Print

Allergic Response

For pediatrician Ruchi Gupta, the fight against food allergies is more than a professional preoccupation. Gupta, an associate professor at the Feinberg School of Medicine, had been studying food allergies for three years when she and her husband discovered their 1-year-old daughter’s allergies to eggs, peanuts and tree nuts. It brought her research home.

“It was a really interesting transition for me to be dealing with these families and their trials and tribulations and then have it happen in my own home,” Gupta says. “It really helped me to empathize. I live it, so I completely understand it.”

One of the hardest parts, she admits, was telling her then–5-year-old son that his beloved peanut-butter-and-jelly sandwiches had to go. To help siblings and other family and friends cope with and understand a food-allergy diagnosis, Gupta wrote The Food Allergy Experience (CreateSpace, 2012), inspired by quality-of-life issues that arise because of the disease. The book includes medical facts about food allergies, as well as anecdotes from families and advice about living with and overcoming the disease. (Proceeds from the sale of the book go to FARE, a food allergy research and education organization.)

The book comes at a time when food allergies are on the rise in the United States. In a 2011 study Gupta showed 5.9 million children in the United States (8 percent) have food allergies. That’s one in every 13 children or about two in every classroom. “What’s even scarier, I think, is that 40 percent of the kids in our study had experienced a life-threatening reaction already in their lives,” Gupta says. “Typically when you think of an allergy, you think of hives or some visible skin reaction, not something that could potentially take your life.”

Exposure to an allergen — often milk, wheat, egg, soy, peanuts, tree nuts or seafood — can result in hives, nausea or wheezing. An estimated 150 children die each year from a severe anaphylactic reaction, which causes a drop in blood pressure, trouble breathing and swelling of the throat. 

Gupta will look at the increasing prevalence of food allergies in an upcoming study on possible causes, including the so-called “hygiene hypothesis,” which proposes that our super-clean, bacteria-free living environment interrupts the normal development of the gut flora in the immune system and contributes to the rise in food allergies.

Last summer Gupta published a study that found that population density and environment have an impact on the distribution of food allergies. In urban centers, nearly 10 percent of children have food allergies, compared with just 6 percent in rural areas. Allergies to peanuts and shellfish, for example, are two times more common in urban areas than rural regions. “The big question is: What in the environment is triggering them?” she asks. “A better understanding of environmental factors will help us with prevention efforts.”

Gupta also completed a study last summer on tolerance, and found that more than a quarter of children who had a history of food allergies outgrew their sensitivities, especially in the case of egg and milk. Gupta, an attending physician at the Lurie Children’s Hospital, is also hopeful about the development of immunotherapy for food allergy — a physician-supervised process of introducing a small amount of the allergen to a child in a controlled situation. If the child tolerates it, his or her exposure to the allergen is gradually increased. “It’s exciting,” she says, “to think that there may potentially be a cure down the road for all of us who have children with this disease.”

She is now trying to develop a national registry of food allergy “so we can really understand not only the number of kids who have it but also who is having reactions and how severe they are.” Her big goal is to complete a longitudinal study of food-allergic children over time. “I really think we need to take kids with food allergies and watch them as they grow and see how many outgrow their allergies and what their environments are like.”

Beyond her research, Gupta is partnering with Chicago Public Schools — which now has lifesaving epinephrine auto-injectors in every building — on the management and reporting of food allergies throughout the district. She is also championing the passage of a Senate bill, introduced in 2011 by Illinois Senators Dick Durbin and Mark Kirk, to incentivize schools nationwide to stock epinephrine auto-injectors and have a food allergy management plan in place.

“We have to yell it out: ‘This could take a child’s life,’ ” Gupta says. “This is something very, very real, and we really need to protect these children.”

Tell us what you think. E-mail comments or questions to the editors at letters@northwestern.edu.

Ever wonder about those strange designations we use throughout Northwestern to identify alumni of the various schools of the University? See the complete list.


● **Work required**: Count every line below that holds "space". Number only.

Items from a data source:

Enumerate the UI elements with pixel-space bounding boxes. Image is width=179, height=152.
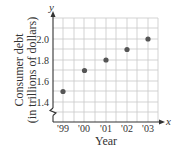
- y-axis-title-line2: (in trillions of dollars): [25, 17, 39, 123]
- x-axis-arrow-icon: [159, 120, 165, 125]
- x-tick-03: '03: [142, 123, 154, 134]
- y-axis-variable: y: [48, 1, 54, 13]
- x-tick-01: '01: [100, 123, 112, 134]
- data-point-4: [145, 36, 150, 41]
- scatter-chart: y x 1.4 1.6 1.8 2.0 '99 '00 '01 '02 '03 …: [0, 0, 179, 152]
- y-axis-title: Consumer debt (in trillions of dollars): [12, 17, 39, 123]
- x-tick-00: '00: [78, 123, 90, 134]
- data-point-2: [103, 57, 108, 62]
- grid: [53, 18, 158, 122]
- x-tick-labels: '99 '00 '01 '02 '03: [57, 123, 154, 134]
- data-point-0: [60, 89, 65, 94]
- x-axis-title: Year: [95, 134, 117, 148]
- data-point-3: [124, 47, 129, 52]
- x-axis-variable: x: [165, 115, 171, 127]
- x-tick-02: '02: [121, 123, 133, 134]
- x-tick-99: '99: [57, 123, 69, 134]
- data-point-1: [82, 68, 87, 73]
- y-axis: [50, 14, 56, 122]
- y-axis-title-line1: Consumer debt: [12, 33, 26, 107]
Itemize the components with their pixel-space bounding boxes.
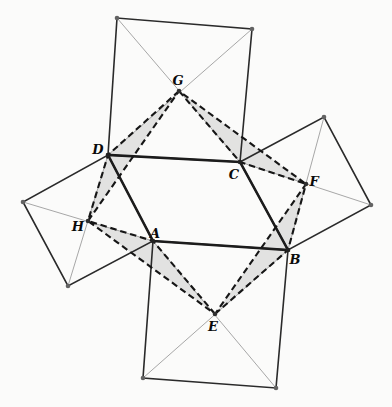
point-label-H: H — [71, 219, 85, 234]
square-corner-dot-CR — [322, 115, 327, 120]
point-label-F: F — [308, 174, 319, 189]
square-center-dot-G — [177, 89, 182, 94]
figure-background — [0, 0, 392, 407]
point-label-G: G — [172, 73, 183, 88]
geometry-figure: ABCDEFGH — [0, 0, 392, 407]
square-corner-dot-AB2 — [141, 376, 146, 381]
square-corner-dot-DL — [21, 200, 26, 205]
square-corner-dot-BB — [274, 386, 279, 391]
figure-svg: ABCDEFGH — [0, 0, 392, 407]
point-label-C: C — [229, 167, 240, 182]
square-center-dot-F — [304, 182, 309, 187]
square-center-dot-H — [86, 219, 91, 224]
thebault-squares-diagram: ABCDEFGH — [0, 0, 392, 407]
vertex-dot-C — [238, 160, 243, 165]
point-label-D: D — [91, 142, 104, 157]
vertex-dot-D — [106, 153, 111, 158]
point-label-B: B — [289, 252, 301, 267]
square-corner-dot-DT — [115, 16, 120, 21]
square-corner-dot-CT — [250, 27, 255, 32]
point-label-E: E — [207, 319, 219, 334]
square-center-dot-E — [213, 312, 218, 317]
point-label-A: A — [148, 226, 160, 241]
square-corner-dot-BR — [369, 203, 374, 208]
square-corner-dot-AL — [66, 284, 71, 289]
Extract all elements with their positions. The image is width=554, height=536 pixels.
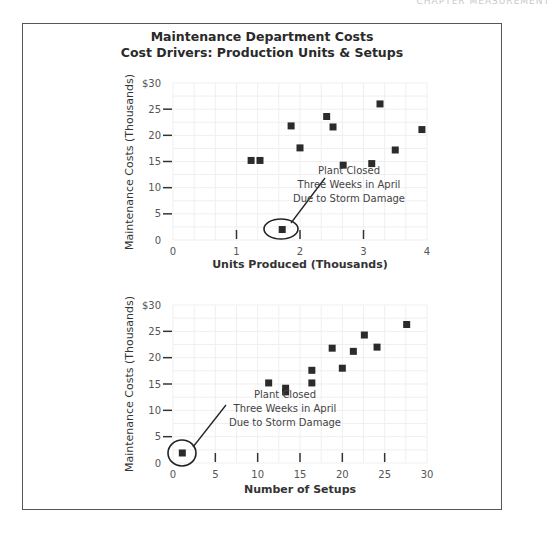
y-tick-label: 0 bbox=[155, 458, 161, 469]
y-tick-label: 5 bbox=[155, 208, 161, 219]
data-point bbox=[248, 157, 255, 164]
x-tick-label: 30 bbox=[421, 469, 434, 480]
x-tick-label: 15 bbox=[294, 469, 307, 480]
x-tick-label: 5 bbox=[212, 469, 218, 480]
scatter-plot-2: 0510152025$30051015202530Number of Setup… bbox=[123, 296, 433, 496]
annotation-text: Three Weeks in April bbox=[233, 403, 337, 414]
y-tick-label: 15 bbox=[148, 379, 161, 390]
data-point bbox=[329, 345, 336, 352]
y-axis-title: Maintenance Costs (Thousands) bbox=[123, 74, 136, 250]
scatter-plot-1: 0510152025$3001234Units Produced (Thousa… bbox=[123, 74, 430, 271]
data-point bbox=[339, 365, 346, 372]
x-axis-title: Units Produced (Thousands) bbox=[212, 258, 388, 271]
grid bbox=[173, 83, 427, 240]
y-tick-label: 5 bbox=[155, 431, 161, 442]
data-point bbox=[350, 348, 357, 355]
y-tick-label: 10 bbox=[148, 182, 161, 193]
x-tick-label: 20 bbox=[336, 469, 349, 480]
y-tick-label: 15 bbox=[148, 156, 161, 167]
data-point bbox=[265, 379, 272, 386]
data-point bbox=[392, 146, 399, 153]
y-tick-label: 25 bbox=[148, 326, 161, 337]
data-point bbox=[403, 321, 410, 328]
scatter-plots: 0510152025$3001234Units Produced (Thousa… bbox=[0, 0, 554, 536]
y-tick-label: 10 bbox=[148, 405, 161, 416]
x-tick-label: 2 bbox=[297, 246, 303, 257]
x-tick-label: 0 bbox=[170, 246, 176, 257]
data-point bbox=[377, 100, 384, 107]
annotation-text: Due to Storm Damage bbox=[229, 417, 341, 428]
data-point bbox=[418, 126, 425, 133]
data-point bbox=[308, 379, 315, 386]
annotation-text: Plant Closed bbox=[254, 389, 316, 400]
y-tick-label: $30 bbox=[142, 300, 161, 311]
x-tick-label: 1 bbox=[233, 246, 239, 257]
annotation-text: Due to Storm Damage bbox=[293, 193, 405, 204]
data-point bbox=[374, 344, 381, 351]
y-axis-title: Maintenance Costs (Thousands) bbox=[123, 296, 136, 472]
annotation-text: Plant Closed bbox=[318, 165, 380, 176]
grid bbox=[173, 305, 427, 463]
y-tick-label: 20 bbox=[148, 352, 161, 363]
data-point bbox=[308, 367, 315, 374]
y-tick-label: $30 bbox=[142, 78, 161, 89]
x-tick-label: 0 bbox=[170, 469, 176, 480]
x-tick-label: 4 bbox=[424, 246, 430, 257]
data-point bbox=[330, 123, 337, 130]
y-tick-label: 0 bbox=[155, 235, 161, 246]
data-point bbox=[256, 157, 263, 164]
y-tick-label: 20 bbox=[148, 130, 161, 141]
data-point bbox=[323, 113, 330, 120]
outlier-point bbox=[179, 449, 186, 456]
annotation-leader-line bbox=[193, 405, 226, 447]
outlier-point bbox=[279, 226, 286, 233]
annotation-text: Three Weeks in April bbox=[297, 179, 401, 190]
x-tick-label: 3 bbox=[360, 246, 366, 257]
data-point bbox=[297, 144, 304, 151]
x-axis-title: Number of Setups bbox=[244, 483, 357, 496]
data-point bbox=[361, 332, 368, 339]
x-tick-label: 25 bbox=[378, 469, 391, 480]
data-point bbox=[288, 122, 295, 129]
x-tick-label: 10 bbox=[251, 469, 264, 480]
y-tick-label: 25 bbox=[148, 104, 161, 115]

● **Task answer**: 2